Rawlings, who turned 87 last August, has a faintly Merlin-esque mien -- complete with goatee and a wizard's eyebrows. He is mercurial, by turns gracious, prickly and sentimental. It is not unusual for him to choke up, particularly when he talks about his family's history and the star-crossed plight of the valley's farms.

The two subjects are deeply intertwined. Rawlings' grandfather, father and uncle -- and the local newspapers they controlled -- were instrumental in the campaign to build one of the main water systems that feeds Arkansas Valley farms. For years, Rawlings watched with growing dismay as distant cities took the valley's water. Then, roughly a decade ago, a Denver suburb that already owned most of one major canal system came calling for the rest. To Rawlings, the maneuver seemed a potential death blow to the local people and culture. Suddenly, his legacy became manifest.

"Before that, it was just another news story," says Steve Henson, the Chieftain's managing editor. "And ever since then, it's been a war."

The Chieftain is printed out of a squat building on western 6th Street in Pueblo near the railyard, where downtown's brick buildings give way to the lazy meander of the Arkansas River. Rawlings runs the newspaper from a suite with several well-stuffed chairs and a lighted globe. The most high-tech thing inside is an IBM Selectric II typewriter.

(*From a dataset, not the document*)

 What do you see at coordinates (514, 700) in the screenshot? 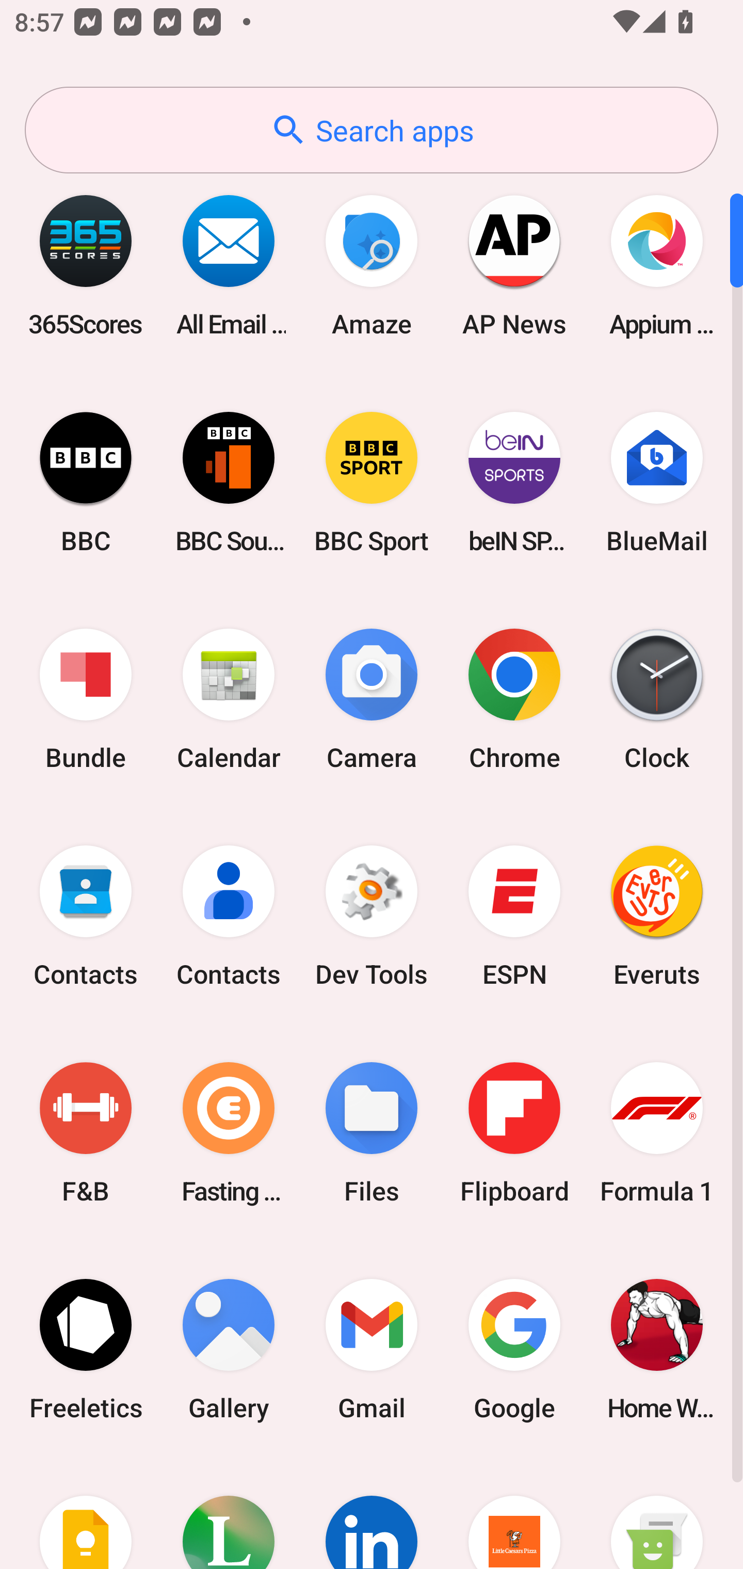
I see `Chrome` at bounding box center [514, 700].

For a man with such a fierce print voice, Rawlings is surprisingly amiable. He is nearly deaf -- a result of his time aboard a submarine chaser during World War II -- so he follows conversations with unusual attentiveness. In person, he rarely utters phrases more blasphemous than "I'll be doggone."

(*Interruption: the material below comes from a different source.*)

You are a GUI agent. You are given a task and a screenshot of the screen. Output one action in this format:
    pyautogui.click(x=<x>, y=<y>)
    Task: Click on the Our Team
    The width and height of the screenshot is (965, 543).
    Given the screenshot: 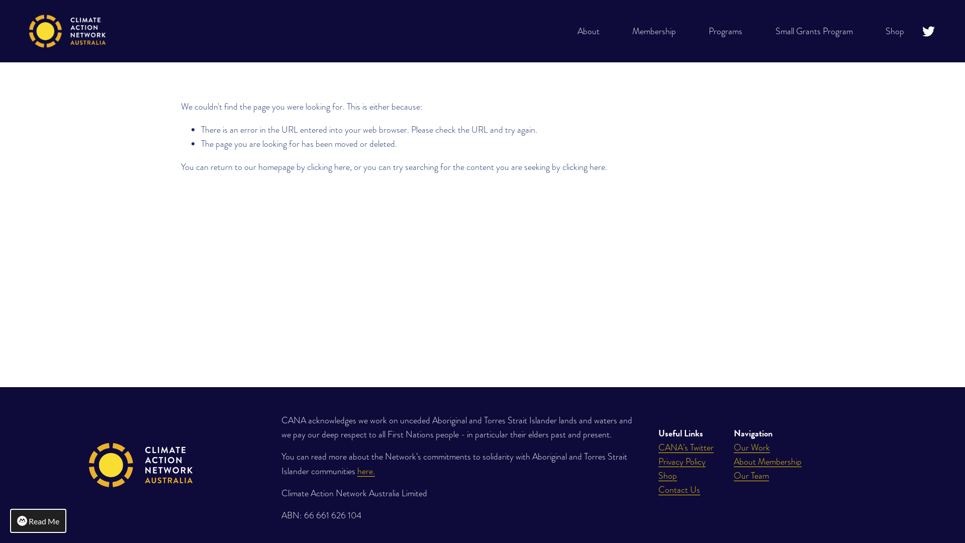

One wall of his office is home to what he calls "the Rogues     Gallery": a collection of photographs of himself glad-handing practically every politician who's passed through Pueblo. But a far less ostentatious memento hints at Rawlings' true passion. On the coffee table lies a small, gold-painted skillet engraved with the words:

GOLDEN FUTURE
FRYING PAN
MORE WATER FOR
THE ARKANSAS VALLEY

It's an emblem of the role that the newspaper and its publisher's family have played in securing and defending water for the valley, an enterprise that stretches almost as far back as Rawlings' own life.

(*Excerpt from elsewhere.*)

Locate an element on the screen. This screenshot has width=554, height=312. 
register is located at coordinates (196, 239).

Rawlings was born on Aug. 3, 1924. At the time, his grandfather, Frank Hoag Sr., owned the Chieftain's afternoon competitor, the Star-Journal, propounding his views in forceful front-page editorials with lots of all-capital letters. Rawlings' relationship with Hoag was always fractious. But Rawlings inherited a distinctive trait from him.

"My grandfather was a goer," Rawlings says. "He was a fighter."

In 1933, Hoag bought the Chieftain. It was a pivotal time for the valley, one that would push the paper to play a major role in local water politics and shape Rawlings' views about the importance of the resource.